There were worries about a ‘COVID slide’ caused by the extended closure during the 2019-2020 school year and the uncertainty surrounding 2020- 2021. Drops in scores were expected, and while some drops are noticeable, the reading test results fared better due to district learning programs.

“In reading, I really think the blended learning grant is really making a difference,” Hudson said. “It’s really targeting the reading. It’s allowing them to do more, and now we need to start targeting the math side of it.”

Using Measure of Academic Progress (MAP) testing which can roughly predict STAAR results, Hudson and elementary principal Jaime Fox saw that the younger grades, especially the kindergarten and first grades of 2020, took the hardest hits academically. Many were not meeting grade level, Hudson said.

“This goes along with what we saw and, when I talked to other districts, what they saw,” Fox said. “The kids that were in kindergarten, first and second, but really kindergarten and first, during COVID, it affected them the most.”
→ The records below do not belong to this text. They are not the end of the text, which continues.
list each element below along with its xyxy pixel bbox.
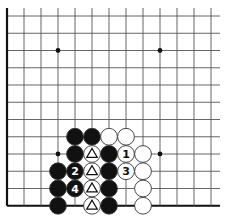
white-stone	[84, 197, 101, 214]
white-stone	[135, 180, 152, 197]
black-stone	[67, 146, 84, 163]
black-stone: 2	[67, 163, 84, 180]
move-number-label: 3	[122, 165, 130, 178]
black-stone	[84, 128, 101, 145]
white-stone: 3	[118, 163, 135, 180]
white-stone	[135, 163, 152, 180]
black-stone	[67, 128, 84, 145]
black-stone	[101, 180, 118, 197]
go-board: 1234	[0, 0, 228, 220]
black-stone	[101, 146, 118, 163]
black-stone	[50, 197, 67, 214]
star-point-icon	[158, 152, 163, 157]
black-stone: 4	[67, 180, 84, 197]
white-stone: 1	[118, 146, 135, 163]
black-stone	[101, 197, 118, 214]
black-stone	[101, 163, 118, 180]
white-stone	[135, 146, 152, 163]
black-stone	[50, 180, 67, 197]
move-number-label: 2	[71, 165, 79, 178]
stones: 1234	[50, 128, 152, 214]
move-number-label: 1	[122, 148, 130, 161]
white-stone	[84, 146, 101, 163]
white-stone	[118, 128, 135, 145]
star-point-icon	[158, 48, 163, 53]
white-stone	[101, 128, 118, 145]
white-stone	[84, 180, 101, 197]
star-point-icon	[56, 48, 61, 53]
black-stone	[50, 163, 67, 180]
move-number-label: 4	[71, 183, 79, 196]
white-stone	[135, 197, 152, 214]
star-point-icon	[56, 152, 61, 157]
white-stone	[84, 163, 101, 180]
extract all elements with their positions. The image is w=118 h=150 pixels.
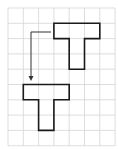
translated-t-shape bbox=[23, 85, 69, 131]
arrowhead-down-icon bbox=[29, 76, 34, 81]
translation-diagram bbox=[0, 0, 118, 150]
original-t-shape bbox=[54, 23, 100, 69]
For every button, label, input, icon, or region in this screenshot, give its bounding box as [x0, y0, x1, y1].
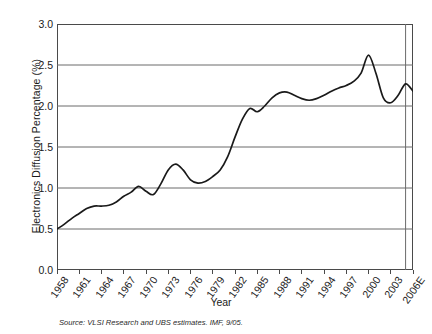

The district has two federal grants coming down the pipe through the Elementary and Secondary School Emergency Relief Fund to create more tutoring programs, improving summer school and purchasing newer technology. The blended learning grant is ending this year, Hudson said, but another grant the district has applied for should be replacing it soon.

In other reports, attendance was holding solid, and enrollment sat at an even 300 across the district. The prior week was reported as one of the best attended weeks since the start of the school year.

Superintendent Steve Johnson in his report mentioned the district has an opportunity to refinance a loan taken out for the elementary school’s construction. It would save $8,500 in interest payments for the rest of the term, he said, and a resolution addressing it will be presented for board approval at a future meeting.

In a usually routine approval of the September bills, board members were surprised at the district’s electricity payment, which had jumped from around $6,500 to over $9,000. Johnson said it was the first full month the new multipurpose facility had been on the district’s grid.